When they landed in Paris almost eight hours later, she felt disoriented, dehydrated, and empty. It was almost as if the contours of her body had blurred, and there was only this splash of raw pain and grief and guilt that remained instead of her being.
She vaguely recalled going through the French immigration. It was after midnight when she landed in Paris, and the streets were blissfully empty as the taxi took her to the small apartment her parents had always kept in the capital.
"Mademoiselle Isles, I was not expecting you." The porter offered in French, panicking. She always gave notice so they could clean and stock the apartment. "Mademoiselle Isles?" He asked, concern on his voice seeing her devastated appearance.
"Merci, Philippe. I am just spending a couple of nights." She managed to respond in French, quickly escaping his scrutiny to the elevator.

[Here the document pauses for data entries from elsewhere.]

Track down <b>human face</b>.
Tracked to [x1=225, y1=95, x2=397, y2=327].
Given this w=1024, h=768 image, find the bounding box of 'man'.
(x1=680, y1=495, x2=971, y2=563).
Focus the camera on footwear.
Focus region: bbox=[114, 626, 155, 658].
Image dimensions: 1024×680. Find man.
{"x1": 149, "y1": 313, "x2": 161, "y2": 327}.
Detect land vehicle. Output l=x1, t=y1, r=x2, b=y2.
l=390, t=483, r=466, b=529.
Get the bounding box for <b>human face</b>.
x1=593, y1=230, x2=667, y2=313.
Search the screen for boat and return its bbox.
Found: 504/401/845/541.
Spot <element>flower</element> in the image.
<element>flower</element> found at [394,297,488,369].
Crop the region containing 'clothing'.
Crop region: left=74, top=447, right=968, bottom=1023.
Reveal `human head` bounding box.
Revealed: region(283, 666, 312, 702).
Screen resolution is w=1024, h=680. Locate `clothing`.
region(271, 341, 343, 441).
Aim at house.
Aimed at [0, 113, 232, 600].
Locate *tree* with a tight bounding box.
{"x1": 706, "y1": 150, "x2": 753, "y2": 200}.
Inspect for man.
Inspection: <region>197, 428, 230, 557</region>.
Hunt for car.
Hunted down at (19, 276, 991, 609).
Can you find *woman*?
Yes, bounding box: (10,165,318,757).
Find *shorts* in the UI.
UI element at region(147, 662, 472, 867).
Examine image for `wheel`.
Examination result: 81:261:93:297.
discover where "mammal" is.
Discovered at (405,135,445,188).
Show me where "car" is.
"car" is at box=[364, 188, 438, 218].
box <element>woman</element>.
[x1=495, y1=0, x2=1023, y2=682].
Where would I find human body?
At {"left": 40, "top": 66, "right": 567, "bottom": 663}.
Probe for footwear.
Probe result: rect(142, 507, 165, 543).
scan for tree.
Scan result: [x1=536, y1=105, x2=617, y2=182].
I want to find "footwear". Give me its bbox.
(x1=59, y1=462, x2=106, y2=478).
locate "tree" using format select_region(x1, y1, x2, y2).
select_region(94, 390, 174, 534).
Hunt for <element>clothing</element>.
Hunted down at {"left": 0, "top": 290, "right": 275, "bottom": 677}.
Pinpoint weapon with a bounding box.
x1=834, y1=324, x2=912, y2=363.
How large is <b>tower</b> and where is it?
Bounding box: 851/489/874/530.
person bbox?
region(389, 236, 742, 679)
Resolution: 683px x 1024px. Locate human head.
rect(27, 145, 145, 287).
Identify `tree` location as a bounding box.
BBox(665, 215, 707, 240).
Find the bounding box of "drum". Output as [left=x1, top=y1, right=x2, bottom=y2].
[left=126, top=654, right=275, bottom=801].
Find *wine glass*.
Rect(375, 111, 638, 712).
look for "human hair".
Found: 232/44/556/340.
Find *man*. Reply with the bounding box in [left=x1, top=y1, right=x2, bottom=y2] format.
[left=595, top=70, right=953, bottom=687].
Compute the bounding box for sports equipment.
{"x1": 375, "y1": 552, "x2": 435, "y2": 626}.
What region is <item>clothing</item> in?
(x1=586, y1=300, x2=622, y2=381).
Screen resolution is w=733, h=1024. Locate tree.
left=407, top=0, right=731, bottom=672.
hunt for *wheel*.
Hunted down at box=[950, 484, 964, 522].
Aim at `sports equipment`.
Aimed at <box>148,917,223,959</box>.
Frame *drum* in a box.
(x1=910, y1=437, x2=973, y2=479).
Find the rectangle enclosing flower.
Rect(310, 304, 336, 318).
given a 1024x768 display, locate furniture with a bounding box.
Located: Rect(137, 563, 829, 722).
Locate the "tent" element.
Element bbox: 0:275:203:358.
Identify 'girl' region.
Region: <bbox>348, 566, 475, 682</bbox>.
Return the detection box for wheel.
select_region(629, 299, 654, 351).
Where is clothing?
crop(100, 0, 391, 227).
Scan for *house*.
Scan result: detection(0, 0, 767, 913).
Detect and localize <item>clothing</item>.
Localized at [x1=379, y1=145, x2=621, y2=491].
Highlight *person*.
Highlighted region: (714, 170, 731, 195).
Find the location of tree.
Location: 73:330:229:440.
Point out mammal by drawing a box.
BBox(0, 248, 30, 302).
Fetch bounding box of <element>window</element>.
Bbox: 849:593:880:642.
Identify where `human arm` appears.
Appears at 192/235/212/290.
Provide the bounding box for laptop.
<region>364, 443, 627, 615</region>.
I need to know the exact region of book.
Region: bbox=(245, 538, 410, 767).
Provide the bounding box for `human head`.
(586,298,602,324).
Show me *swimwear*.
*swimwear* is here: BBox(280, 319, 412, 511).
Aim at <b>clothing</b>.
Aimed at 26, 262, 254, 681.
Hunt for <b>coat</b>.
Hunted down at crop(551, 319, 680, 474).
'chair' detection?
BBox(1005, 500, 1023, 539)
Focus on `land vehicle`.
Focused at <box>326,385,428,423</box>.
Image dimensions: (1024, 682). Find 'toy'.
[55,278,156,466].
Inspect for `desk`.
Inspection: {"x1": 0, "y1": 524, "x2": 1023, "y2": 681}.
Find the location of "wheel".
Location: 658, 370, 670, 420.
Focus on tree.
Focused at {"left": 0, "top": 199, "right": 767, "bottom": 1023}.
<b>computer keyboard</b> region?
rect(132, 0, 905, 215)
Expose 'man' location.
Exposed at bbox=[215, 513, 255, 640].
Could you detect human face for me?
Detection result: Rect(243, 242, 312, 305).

She entered the quiet and dark apartment. The Avenue of the Champs Elysees was right below the veranda. The veranda was high enough, she thought… A jump from there would certainly do the trick. But, again, she thought of all the commotion and damage to other people living in the building. It seemed to her all her options to end her pain quickly would cause damage and commotion to someone else.
She sighed exhausted, curling up in bed. She wanted Mia. She craved Jane. She had lost both of them. And she would never have them again. She wailed out loud. Maybe pain and grief and guilt would finally swallow her whole if she just surrendered herself to them…
Only they didn't. At first light in the day, she crawled to the kitchen, her body craving water, before she laid down on the sofa, too weak even to get back to the bedroom. Disappear. How could she disappear? She needed to disappear.
She fell asleep, feverishly, exhaustion taking over her body that had been grieving for more than twenty-four hours uninterruptedly. And she found herself in the empty desert spaces of the savannah. Working. And walking through the scorching sun, from small village to small village separated by endless miles of deserted land. Until she vanished in a cloud of sand. She woke up with a startle, and she knew what she had to do.
She sent her resignation letter to the governor. She sent her instructions to her lawyers. And she entered the website to apply for her new destination, buying her one-way ticket. Maura had found the perfect way to vanish out in thin air without causing any commotion to anyone else.